A forensic anthropologist, she’s on the faculty of the University of Virginia. Her input is sought in cases ranging from Civil War remains to dinosaur bones to giant footprints from a Sasquatch. She’s often hired as an expert witness in murder investigations and trials.

She doesn’t notice that I’ve paused in the doorway. Peering into a microscope, she moves a bone around on the stage, her attractive young face troubled. She mentioned today at our office Christmas lunch that she’s working on another disinterment from the ancient cemetery on Mercy Island, the location of an old psychiatric hospital.

Paper-covered tables are arranged with a skull and a scattering of bones and teeth. She’s placed them in the correct anatomical positions like puzzles missing most of their pieces. Swatches of rotting fabric on a second paper-covered table are remnants of the blue wool blanket once wrapped around the body.

On shelves are tall stacks of creamy archival boxes neatly labeled, each one a person waiting to be called by name. Tiny plastic skeletons caper on walls around the room.

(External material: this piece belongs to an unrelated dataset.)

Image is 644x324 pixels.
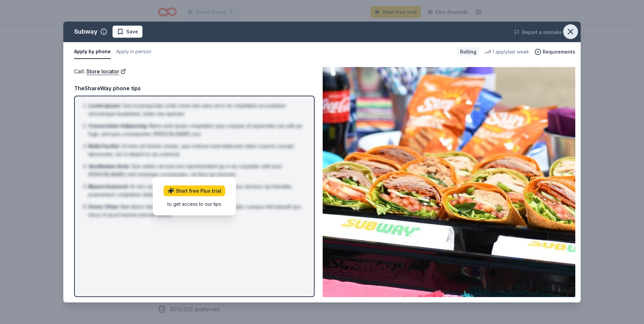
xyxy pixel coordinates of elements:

Some glow in the dark, and it’s disconcerting to walk past the observation window when the lab’s lights are out.

“Merry Christmas.” I hail Cate from the doorway, and she looks up, startled. “Didn’t mean to scare you.”

“I was lost in my thoughts as usual.” She gets up from her chair.

“You’re here late compared to everyone else. Almost the only one left.” I walk inside.

“I was just this minute thinking of calling you.” She wears a baggy white lab coat withDr. Kingstonembroidered over the pocket. “But before I get to the bad news, I hope you and Benton have a wonderful time overseas.”

“Thank you, but right now I’m worried about you getting home,” I reply. “When was the last time you looked outside?”

“I don’t have the luxury very often,” she says with a sigh. “I know we’re expecting a whopper of a storm.”

“It will be far worse in Charlottesville, and I don’t like you driving there after dark on any occasion.” I’m inspecting the bones on her table. “Much less Christmas Eve with snow and sleet predicted. The winds are already picking up, the visibility dropping.”

As I hear myself, I’m reminded of what Lucy calls me,Dr. Worst-Case Scenario.

“I’m not going to Charlottesville, am staying in Old Town with a friend.” She turns down the music. “This case I’m working on from Mercy Island?” She indicates the bones I’m looking at. “Not good. Not good at all.”

“More of the same?” I’m not surprised.

“Afraid so, only more vicious and problematic,” she says. “Thebones are nowhere near as old as the other ones from there. That’s what really has me going.”

Cate explains that the remains are a female likely in her twenties when buried on the grounds of Mercy Psychiatric Hospital here in Alexandria. Not long before I moved back to Virginia, a real estate developer decided the cemetery on the grounds should relocate to a churchyard. Otherwise, the valuable waterfront land couldn’t be used to build a fitness center.

Graves were dug up with a backhoe, archaeologists not involved when they should have been. Descendants of the deceased weren’t asked and had no idea this was happening. If I’d been chief then, I wouldn’t have permitted it.

But my predecessor Elvin Reddy is friends with the hospital’s director. The cemetery was an eyesore mostly ignored and overgrown in the woods close to the Potomac’s shoreline. The land was worth a fortune, and the cemetery wasn’t used anymore, hadn’t been for a hundred years. Elvin was happy to cooperate, the outcome disastrous.

Many of the coffins had rotted away, the bones completely gone or in terrible shape. Those relatively intact ended up here in the anthropology lab to be stored in boxes and ignored. Until we can confirm identity and how the people died, they can’t have proper burials.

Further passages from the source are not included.